Last week I finished reading a book called The History of Nature and drew surprising insight from it. I found the obscure tome in the science section of a used bookstore a few years ago. The book was published in 1949 so you can imagine how out of date the science in it is. But the last few chapters – “The Soul,” “Man: Outer History” and “Man: Inner History” – looked interesting. I bought the book and read it despite its age.
The book was written by C. F. von Weizsacker, a German nuclear physicist. Von Weizsacker was the first to identify nuclear reactions as the energy source for the sun and stars, so he was no slouch when it came to science. The first three-quarters of The History of Nature is a good review of what humankind had learned about Earth and the cosmos by 1949. But this heavyweight scientist wasn’t much of a philosopher, as the last quarter of the book clearly illustrates.
This comes as no surprise. Few heavyweight scientists are heavyweight philosophers, as well. In this age of specialization, we don’t even expect it. As C. P. Snow pointed out a half century ago, science and the humanities have developed into two separate cultures. Therein lies the problem. The more we compartmentalize knowledge, the harder it is for any of us to see the big picture. I give von Weizsacker credit for attempting, at least, to bring all knowledge together in a synoptic view of things. Most thinkers don’t even try.
That said, what struck me about von Weizsacker’s worldview was the inconsistency of it. “Body and soul are not two substances but one,” he states outright, suggesting a worldview one that would expect from a Platonic thinker, a Rationalist from the Enlightenment, or a Buddhist. Then he blathered on about the rise of free thought over instinct, good and evil, and the virtues of the Christian love, as if this kind of dualism wasn’t at odds with his original body/soul statement. Fuzzy thinking at best.
As I finished this book, it suddenly occurred to me that Humanism, preached by religious and secular thinkers alike in the middle of the 20th Century, is now antiquated. The contradictions of it have simply become too glaring. That we, Homo sapiens, are qualitatively different from the rest of nature is something any informed person living today must find very hard to swallow. What basis is there in science for this kind of thinking? At what point did we abandon our animal selves? When exactly did we divorce nature and become human – when we turned to agriculture and started building towns, or when we started burying our dead and painting on cave walls? How about when we fashioned the first tool? When Lucy walked upright across the savanna, was that the beginning our separation?
No, I don’t see it. I don’t see human nature apart from Nature. Nor do I see human progress as the gradual removal of our selves from the physical environment. Certainly, our ability to think abstractly – to love, hate and reason – is an integral part of our humanity, but so is eating, sleeping, dreaming, bleeding and sex, to name but a few of our more down-to-earth attributes.
If we are serious about being fully human, then we must cultivate our affinity with wild nature instead of alienating ourselves from it. Besides, the wild is as much within us as it is out there. Like all things in nature, we are evolving, but the words “progress” and “human” do not go together very well. For better or worse, a human being will always be an animal to some extent. And I for one revel in that fact.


Everything from the line that contains "What region is man in?" through the final line of the records should be written out exactly, and nothing outside that span.

→ **EXERCISE DATA**:
┄┄┄┄┄┄┄┄┄┄
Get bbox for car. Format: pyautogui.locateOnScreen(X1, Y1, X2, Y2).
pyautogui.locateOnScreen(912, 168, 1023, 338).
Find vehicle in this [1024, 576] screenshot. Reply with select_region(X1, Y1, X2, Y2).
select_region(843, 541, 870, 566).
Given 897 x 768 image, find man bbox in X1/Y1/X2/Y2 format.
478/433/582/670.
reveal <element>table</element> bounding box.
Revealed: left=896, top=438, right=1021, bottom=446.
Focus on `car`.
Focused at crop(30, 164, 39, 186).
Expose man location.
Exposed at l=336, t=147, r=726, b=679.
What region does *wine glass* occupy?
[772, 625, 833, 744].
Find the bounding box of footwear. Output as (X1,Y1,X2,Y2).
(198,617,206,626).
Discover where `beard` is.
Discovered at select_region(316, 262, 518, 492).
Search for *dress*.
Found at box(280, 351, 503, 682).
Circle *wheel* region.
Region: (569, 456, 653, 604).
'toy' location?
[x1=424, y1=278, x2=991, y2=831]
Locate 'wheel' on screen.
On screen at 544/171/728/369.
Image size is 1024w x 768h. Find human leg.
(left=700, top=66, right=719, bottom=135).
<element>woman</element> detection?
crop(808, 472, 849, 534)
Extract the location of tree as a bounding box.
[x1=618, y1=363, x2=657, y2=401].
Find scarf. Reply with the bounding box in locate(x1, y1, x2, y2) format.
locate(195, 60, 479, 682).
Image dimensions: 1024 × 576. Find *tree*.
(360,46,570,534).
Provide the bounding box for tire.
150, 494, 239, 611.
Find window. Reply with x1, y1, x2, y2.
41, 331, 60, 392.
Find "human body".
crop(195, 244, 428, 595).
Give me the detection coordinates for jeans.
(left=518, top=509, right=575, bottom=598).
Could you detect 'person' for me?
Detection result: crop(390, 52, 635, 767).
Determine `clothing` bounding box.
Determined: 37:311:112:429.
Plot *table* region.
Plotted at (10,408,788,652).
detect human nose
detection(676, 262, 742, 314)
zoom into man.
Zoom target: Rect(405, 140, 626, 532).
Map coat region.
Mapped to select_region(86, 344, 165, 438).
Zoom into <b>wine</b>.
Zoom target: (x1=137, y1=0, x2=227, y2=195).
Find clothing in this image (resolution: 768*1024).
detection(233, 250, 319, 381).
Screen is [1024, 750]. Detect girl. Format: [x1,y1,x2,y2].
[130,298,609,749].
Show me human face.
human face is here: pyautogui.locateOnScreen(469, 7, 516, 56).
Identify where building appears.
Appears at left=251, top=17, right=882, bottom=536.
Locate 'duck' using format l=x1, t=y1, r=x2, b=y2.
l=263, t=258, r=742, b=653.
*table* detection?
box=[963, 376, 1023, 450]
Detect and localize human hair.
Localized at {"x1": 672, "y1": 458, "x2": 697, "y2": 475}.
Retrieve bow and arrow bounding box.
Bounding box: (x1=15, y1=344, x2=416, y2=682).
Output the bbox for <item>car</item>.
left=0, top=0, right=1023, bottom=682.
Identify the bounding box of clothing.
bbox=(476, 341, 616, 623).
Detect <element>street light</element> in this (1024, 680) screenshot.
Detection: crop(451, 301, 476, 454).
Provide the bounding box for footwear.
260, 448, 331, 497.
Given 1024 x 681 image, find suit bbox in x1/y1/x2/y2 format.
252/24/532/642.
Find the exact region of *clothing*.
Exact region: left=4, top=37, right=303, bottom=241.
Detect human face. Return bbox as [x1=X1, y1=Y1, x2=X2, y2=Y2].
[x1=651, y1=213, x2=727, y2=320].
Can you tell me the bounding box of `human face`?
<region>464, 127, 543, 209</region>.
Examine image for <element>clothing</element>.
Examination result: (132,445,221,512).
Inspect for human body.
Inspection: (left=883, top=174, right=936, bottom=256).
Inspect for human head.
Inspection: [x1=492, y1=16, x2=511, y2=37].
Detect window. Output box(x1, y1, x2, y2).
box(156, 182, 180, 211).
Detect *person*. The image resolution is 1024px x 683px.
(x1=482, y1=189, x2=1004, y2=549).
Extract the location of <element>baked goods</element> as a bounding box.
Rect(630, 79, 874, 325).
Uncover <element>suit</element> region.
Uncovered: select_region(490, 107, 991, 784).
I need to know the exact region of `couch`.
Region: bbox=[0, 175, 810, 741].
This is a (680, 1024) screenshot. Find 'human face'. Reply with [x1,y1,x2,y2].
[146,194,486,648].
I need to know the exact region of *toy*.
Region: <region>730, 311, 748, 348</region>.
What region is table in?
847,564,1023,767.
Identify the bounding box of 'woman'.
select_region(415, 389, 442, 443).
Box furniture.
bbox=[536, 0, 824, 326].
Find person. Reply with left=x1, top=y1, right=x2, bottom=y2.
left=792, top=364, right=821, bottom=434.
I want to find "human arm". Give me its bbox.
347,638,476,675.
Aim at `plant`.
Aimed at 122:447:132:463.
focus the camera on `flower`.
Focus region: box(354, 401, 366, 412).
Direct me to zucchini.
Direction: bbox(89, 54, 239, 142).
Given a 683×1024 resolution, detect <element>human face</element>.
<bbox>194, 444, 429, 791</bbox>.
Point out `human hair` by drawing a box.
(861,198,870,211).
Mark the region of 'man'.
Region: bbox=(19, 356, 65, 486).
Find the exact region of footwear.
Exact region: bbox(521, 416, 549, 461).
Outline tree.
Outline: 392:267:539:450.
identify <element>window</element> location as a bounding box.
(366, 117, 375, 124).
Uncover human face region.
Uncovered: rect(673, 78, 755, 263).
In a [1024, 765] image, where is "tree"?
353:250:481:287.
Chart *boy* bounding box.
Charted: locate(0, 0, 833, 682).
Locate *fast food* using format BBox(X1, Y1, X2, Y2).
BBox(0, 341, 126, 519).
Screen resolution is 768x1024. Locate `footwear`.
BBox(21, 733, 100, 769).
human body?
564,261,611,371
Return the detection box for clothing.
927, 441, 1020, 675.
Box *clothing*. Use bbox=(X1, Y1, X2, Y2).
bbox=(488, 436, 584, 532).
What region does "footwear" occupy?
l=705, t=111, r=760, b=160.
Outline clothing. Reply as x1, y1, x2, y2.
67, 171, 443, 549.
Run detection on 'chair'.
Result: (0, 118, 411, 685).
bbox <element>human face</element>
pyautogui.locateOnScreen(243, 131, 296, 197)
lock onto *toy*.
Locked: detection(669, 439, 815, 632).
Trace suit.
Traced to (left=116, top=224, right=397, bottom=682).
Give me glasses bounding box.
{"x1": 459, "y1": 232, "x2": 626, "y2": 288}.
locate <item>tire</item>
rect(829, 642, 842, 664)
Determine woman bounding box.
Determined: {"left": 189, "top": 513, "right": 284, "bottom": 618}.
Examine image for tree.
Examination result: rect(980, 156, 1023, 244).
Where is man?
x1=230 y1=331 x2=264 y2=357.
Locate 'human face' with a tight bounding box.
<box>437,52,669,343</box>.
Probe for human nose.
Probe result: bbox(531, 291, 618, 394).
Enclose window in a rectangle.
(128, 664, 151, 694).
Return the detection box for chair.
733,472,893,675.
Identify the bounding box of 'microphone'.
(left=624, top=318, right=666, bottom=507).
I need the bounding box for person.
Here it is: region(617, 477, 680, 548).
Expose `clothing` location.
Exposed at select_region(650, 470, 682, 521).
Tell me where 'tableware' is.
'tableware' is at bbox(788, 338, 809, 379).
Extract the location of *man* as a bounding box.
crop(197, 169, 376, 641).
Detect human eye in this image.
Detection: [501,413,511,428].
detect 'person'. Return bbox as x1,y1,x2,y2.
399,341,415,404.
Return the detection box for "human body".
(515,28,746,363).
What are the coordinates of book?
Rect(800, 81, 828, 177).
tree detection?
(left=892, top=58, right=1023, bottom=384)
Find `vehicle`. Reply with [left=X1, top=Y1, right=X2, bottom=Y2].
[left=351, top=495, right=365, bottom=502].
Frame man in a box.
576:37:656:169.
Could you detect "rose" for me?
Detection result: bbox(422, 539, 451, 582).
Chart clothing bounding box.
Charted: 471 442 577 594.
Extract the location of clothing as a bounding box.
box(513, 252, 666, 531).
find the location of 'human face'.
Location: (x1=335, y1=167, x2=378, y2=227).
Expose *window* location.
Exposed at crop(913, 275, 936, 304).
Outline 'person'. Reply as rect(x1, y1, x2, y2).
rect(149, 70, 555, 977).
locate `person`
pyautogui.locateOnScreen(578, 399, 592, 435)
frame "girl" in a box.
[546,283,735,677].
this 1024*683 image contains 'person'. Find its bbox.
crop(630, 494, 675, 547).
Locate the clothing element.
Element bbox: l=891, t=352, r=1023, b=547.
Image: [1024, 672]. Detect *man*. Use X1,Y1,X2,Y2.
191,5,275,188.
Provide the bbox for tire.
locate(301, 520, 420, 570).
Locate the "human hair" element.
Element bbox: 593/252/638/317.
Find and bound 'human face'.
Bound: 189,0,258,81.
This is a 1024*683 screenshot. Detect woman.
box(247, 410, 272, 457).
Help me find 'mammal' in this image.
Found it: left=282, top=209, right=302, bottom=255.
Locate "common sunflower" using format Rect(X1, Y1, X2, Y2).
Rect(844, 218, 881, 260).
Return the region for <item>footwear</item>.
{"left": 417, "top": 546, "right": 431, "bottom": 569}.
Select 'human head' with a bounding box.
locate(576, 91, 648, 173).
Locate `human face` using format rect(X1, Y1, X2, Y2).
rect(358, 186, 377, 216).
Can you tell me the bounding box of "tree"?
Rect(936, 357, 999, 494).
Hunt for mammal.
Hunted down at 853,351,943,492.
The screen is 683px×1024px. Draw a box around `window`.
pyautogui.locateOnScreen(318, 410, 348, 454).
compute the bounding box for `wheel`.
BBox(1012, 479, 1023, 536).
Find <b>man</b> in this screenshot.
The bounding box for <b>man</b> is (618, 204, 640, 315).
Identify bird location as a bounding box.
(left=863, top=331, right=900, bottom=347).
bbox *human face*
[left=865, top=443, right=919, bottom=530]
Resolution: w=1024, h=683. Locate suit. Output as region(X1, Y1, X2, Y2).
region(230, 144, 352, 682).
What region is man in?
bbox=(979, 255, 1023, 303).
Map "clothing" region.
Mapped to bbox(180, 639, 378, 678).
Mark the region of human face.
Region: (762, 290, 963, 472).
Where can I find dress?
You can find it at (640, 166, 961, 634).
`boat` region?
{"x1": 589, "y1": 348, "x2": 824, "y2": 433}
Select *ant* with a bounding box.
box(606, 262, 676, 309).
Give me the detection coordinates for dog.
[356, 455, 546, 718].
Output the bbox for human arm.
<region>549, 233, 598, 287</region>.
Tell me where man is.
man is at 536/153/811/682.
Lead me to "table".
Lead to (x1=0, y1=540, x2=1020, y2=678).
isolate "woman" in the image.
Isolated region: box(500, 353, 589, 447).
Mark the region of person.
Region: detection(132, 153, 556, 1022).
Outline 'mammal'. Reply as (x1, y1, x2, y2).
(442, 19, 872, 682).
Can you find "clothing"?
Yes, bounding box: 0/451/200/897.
┄┄┄┄┄┄┄┄┄┄
→ **ANSWER TO THE PROBLEM**:
What region is man in?
bbox=(979, 255, 1023, 303).
Map "clothing" region.
Mapped to bbox(180, 639, 378, 678).
Mark the region of human face.
Region: (762, 290, 963, 472).
Where can I find dress?
You can find it at (640, 166, 961, 634).
`boat` region?
{"x1": 589, "y1": 348, "x2": 824, "y2": 433}
Select *ant* with a bounding box.
box(606, 262, 676, 309).
Give me the detection coordinates for dog.
[356, 455, 546, 718].
Output the bbox for human arm.
<region>549, 233, 598, 287</region>.
Tell me where man is.
man is at 536/153/811/682.
Lead me to "table".
Lead to (x1=0, y1=540, x2=1020, y2=678).
isolate "woman" in the image.
Isolated region: box(500, 353, 589, 447).
Mark the region of person.
Region: detection(132, 153, 556, 1022).
Outline 'mammal'. Reply as (x1, y1, x2, y2).
(442, 19, 872, 682).
Can you find "clothing"?
Yes, bounding box: 0/451/200/897.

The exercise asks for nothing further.